10. Shattered Glass (TV) – In the 1990s, young reporter Stephen Glass turned out a series of articles for The New Republic magazine that were so rich in detail and filled with such interesting characters that they almost read like fiction. Turns out, they were. Incredibly gifted and equally insecure, Glass wanted so much to win friends and influence people that he never let the facts get in the way, and if he couldn’t get the facts he wanted, he simply made them up. A hole in the fact-checking process at the magazine allowed checkers to rely on the reporter’s notes. When a rival magazine wants to do a follow-up on one of his stories, Glass’ world begins to shatter. Hayden Christiansen plays Glass as a skittish, lonely, people pleaser, and Peter Saarsgard delivers substance as his editor, growing ever more skeptical as Glass spins lie upon lie. Well acted and with an intriguing story that makes us question the veracity of what we read. 4 cans.
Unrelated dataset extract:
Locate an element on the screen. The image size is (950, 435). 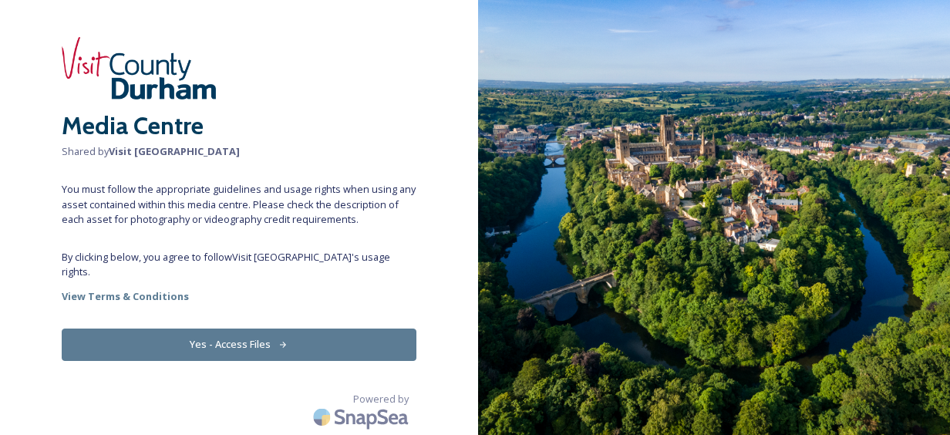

11. Big Night (TV) – Big Night is a big deal for sibling restaurateurs Primo and Secundo (Tony Shalhoub and Stanley Tucci) in this comedy-drama. There’s good cooking in the kitchen, but the failing restaurant isn’t attracting enough business to keep the place going. A local competitor promises to get bandleader Louis Prima to stop by, and Primo prepares the meal of a lifetime. There is plenty of pasta with a side portion of bickering between brothers here, as they wait for their big break, risking everything on one big night. Both actors are underrated in general, and I find Tucci strong and believable, though I can’t vouch for anyone’s Italian accent. All I know is that the big pasta dish looked mighty tasty to me, and the movie had tasty morsels of its own. 3½ cans.
12. The Lion in Winter (TCM) – “What family doesn’t have its ups and downs?” ponders Eleanor, estranged wife of Henry. Dr. Phil would have a field day with this couple, whose love-hate relationship and disappointment in their three sons’ ability to succeed Henry in the family business cause constant bickering. The fact that Henry is the King of England and keeps his royal wife Eleanor for the most part locked up in a tower while he pursues young Alice so she can give him better sons understandably adds to the strain in their relationship. Brilliant dialog and tongue-in-cheek performances by leads Peter O’Toole and Katherine Hepburn (who shared the Oscar that year with newcomer Barbra Streisand) result in a thoroughly satisfying and often amusing tale. A young Anthony Hopkins plays oldest son Richard. I hadn’t seen this movie in years but it was worth the wait. 5 cans.